Boot Calculation Support

Boot is not a mysterious tax trap, it is what shows up when replacement value or replacement debt does not fully match what you sold, and the gap gets recognized as taxable. Nobody on this end calculates your tax liability, but organizing the inputs cleanly is most of the work your CPA needs done before they can tell you where you stand.
The pattern that trips people up in Miami is assuming boot only comes from cash pulled out at closing. Debt and closing cost mismatches create it just as often, and both are easy to miss until someone lays the two settlement statements side by side.
Where Miami Deals Create Boot Without Anyone Noticing
An exchanger sells a fully paid-off Miami property and rolls into a replacement with a smaller loan than expected because a lender came in conservative on a coastal asset, or because insurance costs pushed debt service assumptions down during underwriting. The debt shortfall becomes mortgage boot even if every dollar of cash proceeds gets reinvested, and it is easy to miss until the CPA asks for the settlement statements.
Condo Assessments and Closing Cost Line Items
Special assessments on older Miami-Dade condo buildings, driven in part by post-2021 structural inspection requirements, sometimes get negotiated into a purchase price adjustment or a seller credit at closing. Whether that line item counts as part of the exchange or as separate consideration is exactly the kind of question that needs to reach the CPA with the actual settlement language attached, not a verbal summary.
- net sale proceeds after loan payoff and prorations
- replacement purchase price and new loan amount
- any assessment credit or price adjustment at closing
- qualified exchange expenses versus non-exchange costs
- cash retained versus cash reinvested through the QI
Debt Replacement Across Different Asset Classes
Moving from a stabilized multifamily property into an industrial building in Doral, or into a Wynwood retail bay, often comes with a different loan-to-value expectation from the lender, which changes how much debt actually replaces what was paid off. That shift needs to be documented with the actual loan terms, not the number originally assumed during identification.
The same applies to a DST allocation used as part or all of the replacement, since the leverage embedded in that structure has to be compared against the debt paid off on the relinquished side just as carefully as a direct purchase would be.
Getting the File to the CPA in Usable Form
The goal is a packet the tax advisor can work from without chasing down missing settlement statements: the relinquished closing statement, the replacement closing statement, the loan payoff letter, and a short note on anything unusual, like a foreign seller withholding or a condo assessment credit. Waiting until filing season to assemble this turns a straightforward review into a scramble.
Timing the Review Before It Is Too Late to Adjust
Boot exposure is easier to manage while a deal is still open than after it has closed. If a mid-diligence review shows the replacement loan will come in well below the payoff amount on the relinquished property, there may still be room to adjust the offer, add a second replacement property, or discuss options with the lender before the numbers are locked in.
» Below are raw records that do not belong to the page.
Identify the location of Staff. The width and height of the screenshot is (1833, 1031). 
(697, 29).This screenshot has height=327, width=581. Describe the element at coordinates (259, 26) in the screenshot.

Waiting until after closing to run this review removes most of those options.
Common 1031 Exchange Questions
What creates mortgage boot in a Miami 1031 exchange?
Generally, replacement debt that is lower than the debt paid off on the relinquished property, which can happen when a lender underwrites conservatively on coastal or older assets.
Does a condo association special assessment affect boot calculations?
It can, depending on how the assessment is handled in the purchase agreement and settlement statement, which is why that language should go to your CPA directly.
Can cash boot be avoided by reinvesting all sale proceeds?
Reinvesting all proceeds addresses cash boot, but a debt shortfall between the relinquished and replacement loans can still create mortgage boot separately.
Do you provide tax advice on how much boot I will owe on?
No. This work organizes the closing documents and inputs your CPA needs; the tax calculation and advice should come from your tax advisor.
What documents does a CPA typically need to evaluate boot exposure?
Both closing statements, the payoff letter for any loan retired at sale, the new loan terms, and notes on any unusual credits or assessments at closing.
Is it too late to address boot exposure once the deal has closed?
Largely yes, since most adjustments, like changing the offer or adding a second replacement property, are only realistic while the deal is still open, which is why a mid-diligence review matters.
Does a DST allocation need the same debt replacement review as a direct purchase?
Yes. The leverage embedded in a DST structure should be compared against the debt paid off on the START EXCHANGE REVIEW with the same care as a directly owned replacement property.
When is the best time to start organizing boot calculation inputs?
As soon as the START EXCHANGE REVIEW is under contract, so the numbers are gathered while records are fresh instead of reconstructed later from memory or scattered emails.
Does a partial exchange, where only some proceeds are reinvested, create boot?
Yes, generally. Any proceeds not reinvested into replacement property are typically treated as cash boot, which is a deliberate choice some exchangers make and should confirm with their CPA.